DeRushaEats: Cake, Delicious Cake

I’m not sure what’s made the Twin Cities such an incredible home for baking. Is there something about the winter that makes geniuses want to sit in front of a giant mixer and just bake, bake, bake?

Whatever it is, we’re lucky that Michelle Gayer, nominated for a James Beard award as best baker in the nation last year, lives here.  You can go to her modest bakery in the Midtown Global Market and get brilliant macaroons, delicious cookies, and heavenly bread, all at reasonable prices—a few dollars for most things.

In fact, Michelle told me that she’s strangely had success making hamburger buns. Apparently some of the Twin Cities restaurants can’t get enough of them. It is odd that a nationally acclaimed baker is making money selling hamburger buns for a quarter, but hey, they are good.

The real deal, though, at the Salty Tart is the cakes. They are unbelievable—worth indulging on for your next special occasion. In fact, you don’t even need an occasion.

A few weeks ago Michelle hosted a fundraiser for Share Our Strength, raising money to fight childhood hunger. The big event was a cakewalk—you bought a $10 raffle ticket, and if it was pulled, you went on stage and played musical chairs, essentially. When the music stopped, if you were standing by an orange balloon, you got to pick a cake.

My ticket was pulled, I landed at orange the first time, and I grabbed Michelle’s cake. A two-tiered monster. I should have thought it through—because I needed to eat the cake right away!

We threw a cake party. About a dozen people came to my house to drink wine and eat cake. We froze the coconut lime cake soaked in spiced rum with coconut spiced rum custard and key lime buttercream.  We ate the Fulton chocolate cake soaked in more Fulton beer with a Fulton ganache, honey sour cream whip, and milk chocolate mousse.

Look at this thing. It’s beautiful.  It tasted incredible—so moist, so chocolatey, so Fultony. It was glorious. Light and dense, sweet but not cloying. Oh boy.

A typical birthday cake from the Salty Tart will run you around $30. You deserve it. And I’ll let you know when I defrost that coconut lime cake.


| AIM OF THE TASK |
Copy out each line of the entries where the word "JSON" is present.

Segment Start: DATASET

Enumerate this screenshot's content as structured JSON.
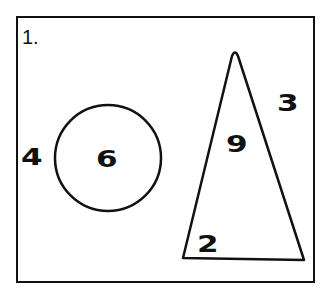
{
  "panel": {
    "title": "1.",
    "shapes": [
      {
        "type": "circle",
        "inside_label": "6",
        "outside_label": "4"
      },
      {
        "type": "triangle",
        "inside_labels": [
          "9",
          "2"
        ],
        "outside_label": "3"
      }
    ]
  },
  "labels": {
    "title": "1.",
    "left_outside": "4",
    "circle_inside": "6",
    "triangle_outside": "3",
    "triangle_upper": "9",
    "triangle_lower": "2"
  }
}
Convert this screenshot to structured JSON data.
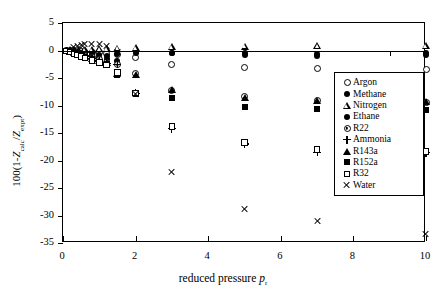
{
  "chart_data": {
    "type": "scatter",
    "title": "",
    "xlabel": "reduced pressure p r",
    "ylabel": "100(1-Z calc/Z expt)",
    "xlim": [
      0,
      10
    ],
    "ylim": [
      -35,
      5
    ],
    "xticks": [
      "0",
      "2",
      "4",
      "6",
      "8",
      "10"
    ],
    "xtick_values": [
      0,
      2,
      4,
      6,
      8,
      10
    ],
    "xtick_minor_values": [
      1,
      3,
      5,
      7,
      9
    ],
    "yticks": [
      "5",
      "0",
      "-5",
      "-10",
      "-15",
      "-20",
      "-25",
      "-30",
      "-35"
    ],
    "ytick_values": [
      5,
      0,
      -5,
      -10,
      -15,
      -20,
      -25,
      -30,
      -35
    ],
    "grid": false,
    "legend_position": "center-right",
    "series": [
      {
        "name": "Argon",
        "marker": "open-circle",
        "points": [
          [
            0.1,
            0.0
          ],
          [
            0.2,
            0.0
          ],
          [
            0.3,
            -0.05
          ],
          [
            0.4,
            -0.1
          ],
          [
            0.5,
            -0.15
          ],
          [
            0.6,
            -0.2
          ],
          [
            0.8,
            -0.3
          ],
          [
            1.0,
            -0.45
          ],
          [
            1.2,
            -0.6
          ],
          [
            1.5,
            -0.8
          ],
          [
            2.0,
            -1.2
          ],
          [
            3.0,
            -2.5
          ],
          [
            5.0,
            -3.1
          ],
          [
            7.0,
            -3.3
          ],
          [
            10.0,
            -3.5
          ]
        ]
      },
      {
        "name": "Methane",
        "marker": "filled-circle",
        "points": [
          [
            0.1,
            0.0
          ],
          [
            0.2,
            -0.05
          ],
          [
            0.3,
            -0.1
          ],
          [
            0.4,
            -0.2
          ],
          [
            0.5,
            -0.3
          ],
          [
            0.6,
            -0.4
          ],
          [
            0.8,
            -0.6
          ],
          [
            1.0,
            -0.8
          ],
          [
            1.2,
            -1.0
          ],
          [
            1.5,
            -0.6
          ],
          [
            2.0,
            -0.35
          ],
          [
            3.0,
            -0.4
          ],
          [
            5.0,
            -0.5
          ],
          [
            7.0,
            -0.6
          ],
          [
            10.0,
            -0.5
          ]
        ]
      },
      {
        "name": "Nitrogen",
        "marker": "open-triangle",
        "points": [
          [
            0.1,
            0.05
          ],
          [
            0.2,
            0.1
          ],
          [
            0.3,
            0.1
          ],
          [
            0.4,
            0.15
          ],
          [
            0.5,
            0.2
          ],
          [
            0.6,
            0.2
          ],
          [
            0.8,
            0.25
          ],
          [
            1.0,
            0.3
          ],
          [
            1.2,
            0.35
          ],
          [
            1.5,
            0.45
          ],
          [
            2.0,
            0.5
          ],
          [
            3.0,
            0.7
          ],
          [
            5.0,
            0.8
          ],
          [
            7.0,
            0.85
          ],
          [
            10.0,
            0.9
          ]
        ]
      },
      {
        "name": "Ethane",
        "marker": "filled-circle",
        "points": [
          [
            0.1,
            -0.05
          ],
          [
            0.2,
            -0.1
          ],
          [
            0.3,
            -0.2
          ],
          [
            0.4,
            -0.35
          ],
          [
            0.5,
            -0.5
          ],
          [
            0.6,
            -0.7
          ],
          [
            0.8,
            -1.0
          ],
          [
            1.0,
            -1.3
          ],
          [
            1.2,
            -1.6
          ],
          [
            1.5,
            -1.9
          ],
          [
            2.0,
            -0.4
          ],
          [
            3.0,
            -0.45
          ],
          [
            5.0,
            -0.9
          ],
          [
            7.0,
            -1.0
          ],
          [
            10.0,
            -0.8
          ]
        ]
      },
      {
        "name": "R22",
        "marker": "dot-circle",
        "points": [
          [
            0.1,
            -0.05
          ],
          [
            0.2,
            -0.15
          ],
          [
            0.3,
            -0.3
          ],
          [
            0.4,
            -0.5
          ],
          [
            0.5,
            -0.7
          ],
          [
            0.6,
            -0.9
          ],
          [
            0.8,
            -1.3
          ],
          [
            1.0,
            -1.7
          ],
          [
            1.2,
            -2.1
          ],
          [
            1.5,
            -2.6
          ],
          [
            2.0,
            -4.2
          ],
          [
            3.0,
            -7.2
          ],
          [
            5.0,
            -8.4
          ],
          [
            7.0,
            -9.0
          ],
          [
            10.0,
            -9.5
          ]
        ]
      },
      {
        "name": "Ammonia",
        "marker": "plus",
        "points": [
          [
            0.1,
            -0.05
          ],
          [
            0.2,
            -0.15
          ],
          [
            0.3,
            -0.3
          ],
          [
            0.4,
            -0.5
          ],
          [
            0.5,
            -0.8
          ],
          [
            0.6,
            -1.0
          ],
          [
            0.8,
            -1.5
          ],
          [
            1.0,
            -1.9
          ],
          [
            1.2,
            -2.3
          ],
          [
            1.5,
            -2.5
          ],
          [
            2.0,
            -7.8
          ],
          [
            3.0,
            -14.2
          ],
          [
            5.0,
            -17.0
          ],
          [
            7.0,
            -18.5
          ],
          [
            10.0,
            -18.6
          ]
        ]
      },
      {
        "name": "R143a",
        "marker": "filled-triangle",
        "points": [
          [
            0.1,
            -0.05
          ],
          [
            0.2,
            -0.15
          ],
          [
            0.3,
            -0.3
          ],
          [
            0.4,
            -0.5
          ],
          [
            0.5,
            -0.75
          ],
          [
            0.6,
            -1.0
          ],
          [
            0.8,
            -1.4
          ],
          [
            1.0,
            -1.8
          ],
          [
            1.2,
            -2.2
          ],
          [
            1.5,
            -4.1
          ],
          [
            2.0,
            -4.3
          ],
          [
            3.0,
            -7.1
          ],
          [
            5.0,
            -8.5
          ],
          [
            7.0,
            -9.1
          ],
          [
            10.0,
            -9.3
          ]
        ]
      },
      {
        "name": "R152a",
        "marker": "filled-square",
        "points": [
          [
            0.1,
            -0.1
          ],
          [
            0.2,
            -0.2
          ],
          [
            0.3,
            -0.4
          ],
          [
            0.4,
            -0.6
          ],
          [
            0.5,
            -0.9
          ],
          [
            0.6,
            -1.1
          ],
          [
            0.8,
            -1.6
          ],
          [
            1.0,
            -2.0
          ],
          [
            1.2,
            -2.4
          ],
          [
            1.5,
            -4.4
          ],
          [
            2.0,
            -7.9
          ],
          [
            3.0,
            -8.6
          ],
          [
            5.0,
            -10.2
          ],
          [
            7.0,
            -10.6
          ],
          [
            10.0,
            -10.9
          ]
        ]
      },
      {
        "name": "R32",
        "marker": "open-square",
        "points": [
          [
            0.1,
            -0.1
          ],
          [
            0.2,
            -0.25
          ],
          [
            0.3,
            -0.5
          ],
          [
            0.4,
            -0.8
          ],
          [
            0.5,
            -1.1
          ],
          [
            0.6,
            -1.4
          ],
          [
            0.8,
            -1.8
          ],
          [
            1.0,
            -2.2
          ],
          [
            1.2,
            -2.6
          ],
          [
            1.5,
            -4.0
          ],
          [
            2.0,
            -7.7
          ],
          [
            3.0,
            -13.8
          ],
          [
            5.0,
            -16.7
          ],
          [
            7.0,
            -18.0
          ],
          [
            10.0,
            -18.4
          ]
        ]
      },
      {
        "name": "Water",
        "marker": "cross",
        "points": [
          [
            0.3,
            0.6
          ],
          [
            0.4,
            0.8
          ],
          [
            0.5,
            1.0
          ],
          [
            0.6,
            1.1
          ],
          [
            0.8,
            1.2
          ],
          [
            1.0,
            1.2
          ],
          [
            1.2,
            0.9
          ],
          [
            1.5,
            -0.3
          ],
          [
            2.0,
            -7.9
          ],
          [
            3.0,
            -22.0
          ],
          [
            5.0,
            -28.8
          ],
          [
            7.0,
            -31.0
          ],
          [
            10.0,
            -33.3
          ]
        ]
      }
    ]
  },
  "legend": {
    "items": [
      {
        "label": "Argon",
        "marker": "open-circle"
      },
      {
        "label": "Methane",
        "marker": "filled-circle"
      },
      {
        "label": "Nitrogen",
        "marker": "open-triangle"
      },
      {
        "label": "Ethane",
        "marker": "filled-circle"
      },
      {
        "label": "R22",
        "marker": "dot-circle"
      },
      {
        "label": "Ammonia",
        "marker": "plus"
      },
      {
        "label": "R143a",
        "marker": "filled-triangle"
      },
      {
        "label": "R152a",
        "marker": "filled-square"
      },
      {
        "label": "R32",
        "marker": "open-square"
      },
      {
        "label": "Water",
        "marker": "cross"
      }
    ]
  },
  "axis_titles": {
    "x_main": "reduced pressure",
    "x_var": "p",
    "x_sub": "r",
    "y_prefix": "100(1-",
    "y_var1": "Z",
    "y_sub1": "calc",
    "y_mid": "/",
    "y_var2": "Z",
    "y_sub2": "expt",
    "y_suffix": ")"
  }
}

Segment End: DATASET

| REPLY TO THE EXERCISE |
Enumerate this screenshot's content as structured JSON.
Convert this screenshot to structured JSON data.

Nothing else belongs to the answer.